The two-hour dialogue, hosted by the Paulson Institute, founded by former treasury secretary Henry F. Paulson, will be held Sept. 23. A third of the attendees from China are from the tech and internet sectors.
Conspicuously missing from both lists are executives from the biggest companies in both countries: Sinopec, China National Petroleum, Walmart, and Exxon. During Xi’s visit to Europe last March, he was accompanied by over 200 Chinese business leaders, many from the energy sector.
Xi will deliver a policy speech at the meeting while Paulson will moderate a discussion with the business leaders, the institution says.
Tech companies at the meeting will “inevitably” talk about cyber security issues, as the Chinese Communist Party’s leading mouthpiece People’s Daily writes on its Wechat account (link in Chinese), but they, and companies in other sectors, will also get “broad space for cooperation.”
Team USA:
Chinese President Xi Jinping is to make his first state visit to the US next week. Before showing up at the White House, his first stop is Seattle, where he will spend a jam-packed 36 hours talking tech,including a round table meeting with some of China’s most powerful CEOs and their US counterparts. Tensions have mounted between executives from the two countries over everything from cyber-spying to censorship to intellectual property, so there will be plenty for them to discuss.
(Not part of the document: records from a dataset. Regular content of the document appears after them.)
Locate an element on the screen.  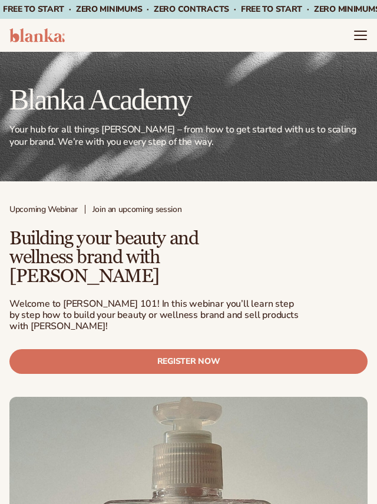
a: Register now is located at coordinates (188, 361).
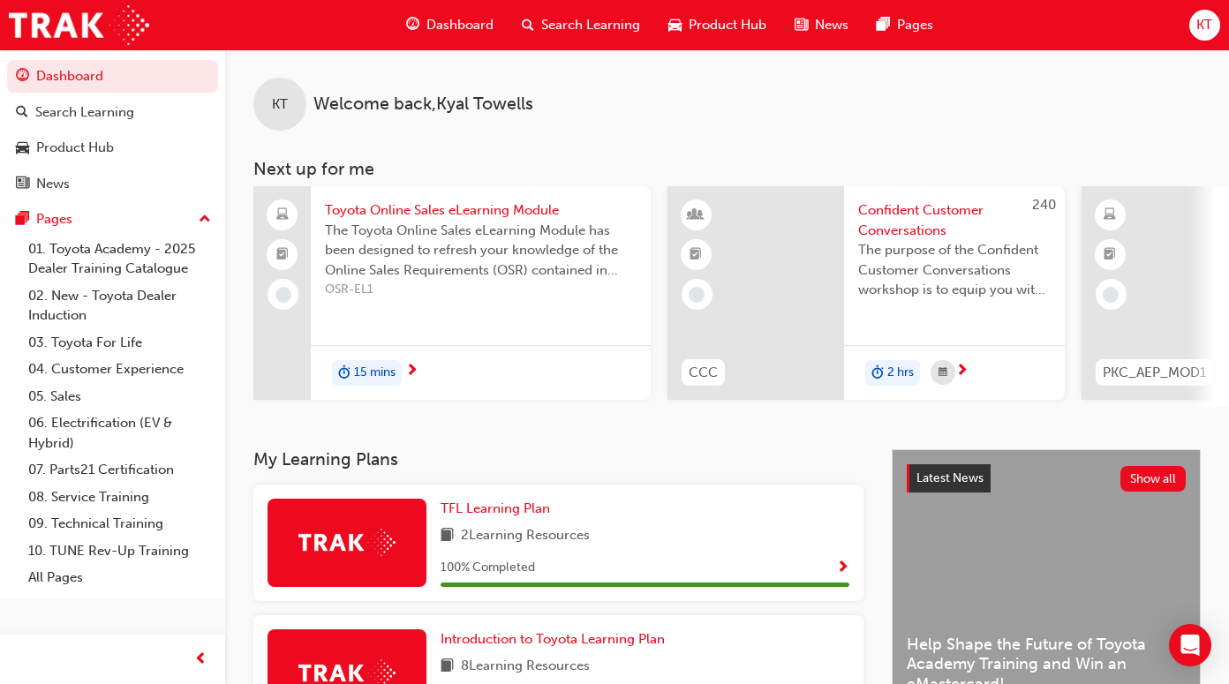 The width and height of the screenshot is (1229, 684). Describe the element at coordinates (452, 293) in the screenshot. I see `a: Toyota Online Sales eLearning ModuleThe Toyota Online Sales eLearning Module has been designed to...` at that location.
The two-hour dialogue, hosted by the Paulson Institute, founded by former treasury secretary Henry F. Paulson, will be held Sept. 23. A third of the attendees from China are from the tech and internet sectors.
Conspicuously missing from both lists are executives from the biggest companies in both countries: Sinopec, China National Petroleum, Walmart, and Exxon. During Xi’s visit to Europe last March, he was accompanied by over 200 Chinese business leaders, many from the energy sector.
Xi will deliver a policy speech at the meeting while Paulson will moderate a discussion with the business leaders, the institution says.
Tech companies at the meeting will “inevitably” talk about cyber security issues, as the Chinese Communist Party’s leading mouthpiece People’s Daily writes on its Wechat account (link in Chinese), but they, and companies in other sectors, will also get “broad space for cooperation.”